Year Two: New Directions in Reporting from Ukraine and Moldova
A distinguished panel of journalists and former journalists will offer ideas in a public forum and debate at Anglo-American University.
Year two of Russia’s aggression in Ukraine affects not only that nation, but also neighboring nations Belarus and Moldova. What are some new directions in covering all three countries?
This event will take place on Wednesday, April 26, 2023, at 6.30 PM (CET) in room 2.07 and online.
Each panelist will offer a short presentation (15 minutes) on current work they are doing or would suggest regarding Belarus, Ukraine, or Moldova. All panelists except for Will Tizard, Mike Eckel, and moderator Andrew Giarelli will appear online. There will be time devoted to questions and discussion after the presentations are finished.
Moderator: Andrew Giarelli
Andrew L. Giarelli, Ph.D, is a literature and folklore scholar as well as a journalist. He has taught at New York University, Utah State University, and Portland State University in the United States; he has twice been a senior Fulbright lecturer (Malta 1993, Slovakia 2011). He is a senior lecturer in literature and journalism and chair of the Department of Arts, Culture, and Society at AAU. He also teaches in the Comparative Literature department at the University of Vienna. He has been following the War in Ukraine since before its beginning having published numerous articles from events in Slovakia and Moldova.
Speaker: Ksenia Churmanova
Ksenia is a reporter for BBC’s Russian news service. She recently published an investigative story on the young Chechen entrepreneur and crony of Chechen strongman, Ramzan Kadryov who has now being given partial ownership of the devastated Mariupol steel works that Russia says it will rebuild. Churmanova was previously a panelist at an AAU forum along with other Radio Free Europe/Radio Liberty, Vaclav Havel Fellows, in 2016.
Speaker: Mike Eckel
Mike is a senior correspondent with RFE/RL, reporting on political and economic developments in Russia, Ukraine, and around the former Soviet Union, as well as news involving cybercrime, espionage, and corruption. Formerly based in Moscow, he’s reported on the wars in Chechnya and Georgia, the 2004 Beslan hostage crisis, the rise of the Putin regime, and the 2014 annexation of Crimea. He was reporting from the Donbas, and Kyiv, at the time that Russia launched its invasion on February 24, 2022. His latest story is about how Russia is quietly moving toward a new recruitment campaign, to bolster the ranks of its military fighting in Ukraine.
Speaker: Alina Koushyk
Alina is a former anchor of the Belsat TV international politics show PraSvet, has recently been appointed by legitimate President-in-exile Sviatlana Tsikhanouskayaya to the Belarus United Transitional Cabinet as Representative for National Revival. She was previously a guest in AAU’s International Media class in Fall 2021, just before Russia’s Ukraine invasion. Koushyk will discuss how journalists and students can cover and expand their knowledge of Belarusian culture even as it now suffers under a ruthless pro-Putin dictatorship.
Speaker: Irina Sterpu
Irina is a Chisinau-based digital media journalist for Moldova’s Vocea Basarabiei. Previously she has worked as a social media journalist for Radio Free Europe/Radio Liberty Moldovan Bureau for 4 years. She is reporting about international news currently, but also is responsible for some reporting linked with the Russia-Ukraine war at the border of Moldova. She earned her BA in journalism and media studies from AAU. Last April she organized a visit by Professor Andrew Giarelli, panel moderator, to her endangered country’s borders with Ukraine and close to the territory controlled by Russia, called Transnistria.
Speaker: Will Tizard
Will is a multimedia producer for Radio Free Europe/Radio Liberty in Prague. He versions RFE/RL’s dramatic reports coming from the war’s front lines for international audiences, with stories ranging from Bakhmut battles to features on subjects like a 65-year-old Ukrainian volunteer, done together with correspondent Yevhenia Nazarova. Tizard was previously a journalism lecturer at AAU and faculty advisor to the student newspaper Lennon Wall.
Speaker: Oleksandr Zamkovoi
Oleksandr is a fact-checker and analyst at StopFake.org, a project of the Ukrainian media NGO Media Reforms Center founded in 2014, with TV and radio shows and a strong social media presence. He has been combating Russian propaganda since 2020.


§ **Problem**
Wherever a line in the records below contains "this", copy that line.

§ **Records provided**

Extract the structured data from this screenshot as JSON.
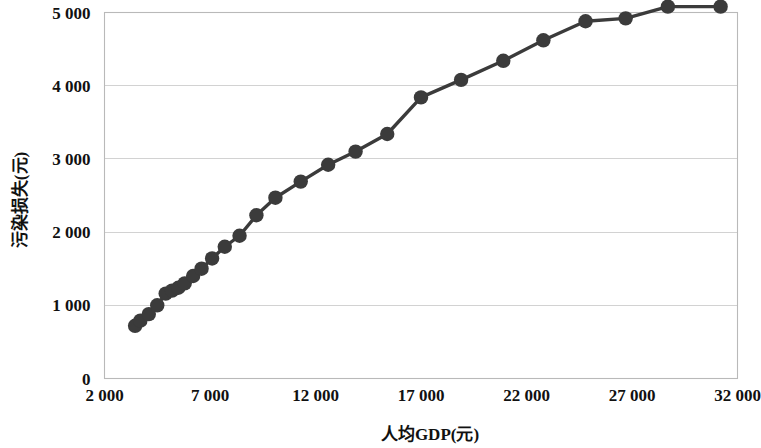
{
  "chart_data": {
    "type": "line",
    "title": "",
    "xlabel": "人均GDP(元)",
    "ylabel": "污染损失(元)",
    "xlim": [
      2000,
      32000
    ],
    "ylim": [
      0,
      5000
    ],
    "grid": true,
    "legend": false,
    "marker": "circle",
    "line_color": "#3b3b3b",
    "marker_color": "#3b3b3b",
    "grid_color": "#d2d2d2",
    "border_color": "#b9b9b9",
    "background": "#ffffff",
    "xticks": [
      2000,
      7000,
      12000,
      17000,
      22000,
      27000,
      32000
    ],
    "xtick_labels": [
      "2 000",
      "7 000",
      "12 000",
      "17 000",
      "22 000",
      "27 000",
      "32 000"
    ],
    "yticks": [
      0,
      1000,
      2000,
      3000,
      4000,
      5000
    ],
    "ytick_labels": [
      "0",
      "1 000",
      "2 000",
      "3 000",
      "4 000",
      "5 000"
    ],
    "series": [
      {
        "name": "污染损失",
        "x": [
          3450,
          3700,
          4100,
          4500,
          4900,
          5200,
          5500,
          5800,
          6200,
          6600,
          7100,
          7700,
          8400,
          9200,
          10100,
          11300,
          12600,
          13900,
          15400,
          17000,
          18900,
          20900,
          22800,
          24800,
          26700,
          28700,
          31200
        ],
        "y": [
          720,
          790,
          880,
          1000,
          1160,
          1200,
          1240,
          1300,
          1400,
          1500,
          1640,
          1800,
          1950,
          2230,
          2470,
          2690,
          2920,
          3100,
          3340,
          3840,
          4080,
          4340,
          4620,
          4880,
          4920,
          5080,
          5080
        ]
      }
    ]
  }
}
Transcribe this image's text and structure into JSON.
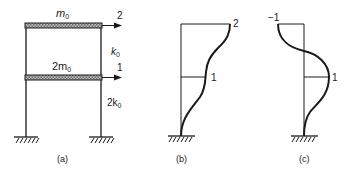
{
  "figure_a": {
    "caption": "(a)",
    "top_mass": {
      "label": "m",
      "sub": "0"
    },
    "bottom_mass": {
      "label": "2m",
      "sub": "0"
    },
    "top_stiffness": {
      "label": "k",
      "sub": "0"
    },
    "bottom_stiffness": {
      "label": "2k",
      "sub": "0"
    },
    "top_dof": "2",
    "bottom_dof": "1"
  },
  "figure_b": {
    "caption": "(b)",
    "top_label": "2",
    "mid_label": "1"
  },
  "figure_c": {
    "caption": "(c)",
    "top_label": "−1",
    "mid_label": "1"
  },
  "colors": {
    "ink": "#1a1a1a",
    "beam_fill": "#9a9a9a"
  }
}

§ **Finished exercise**
Extract the structured data from this screenshot as JSON.
Transcribe this image's text and structure into JSON.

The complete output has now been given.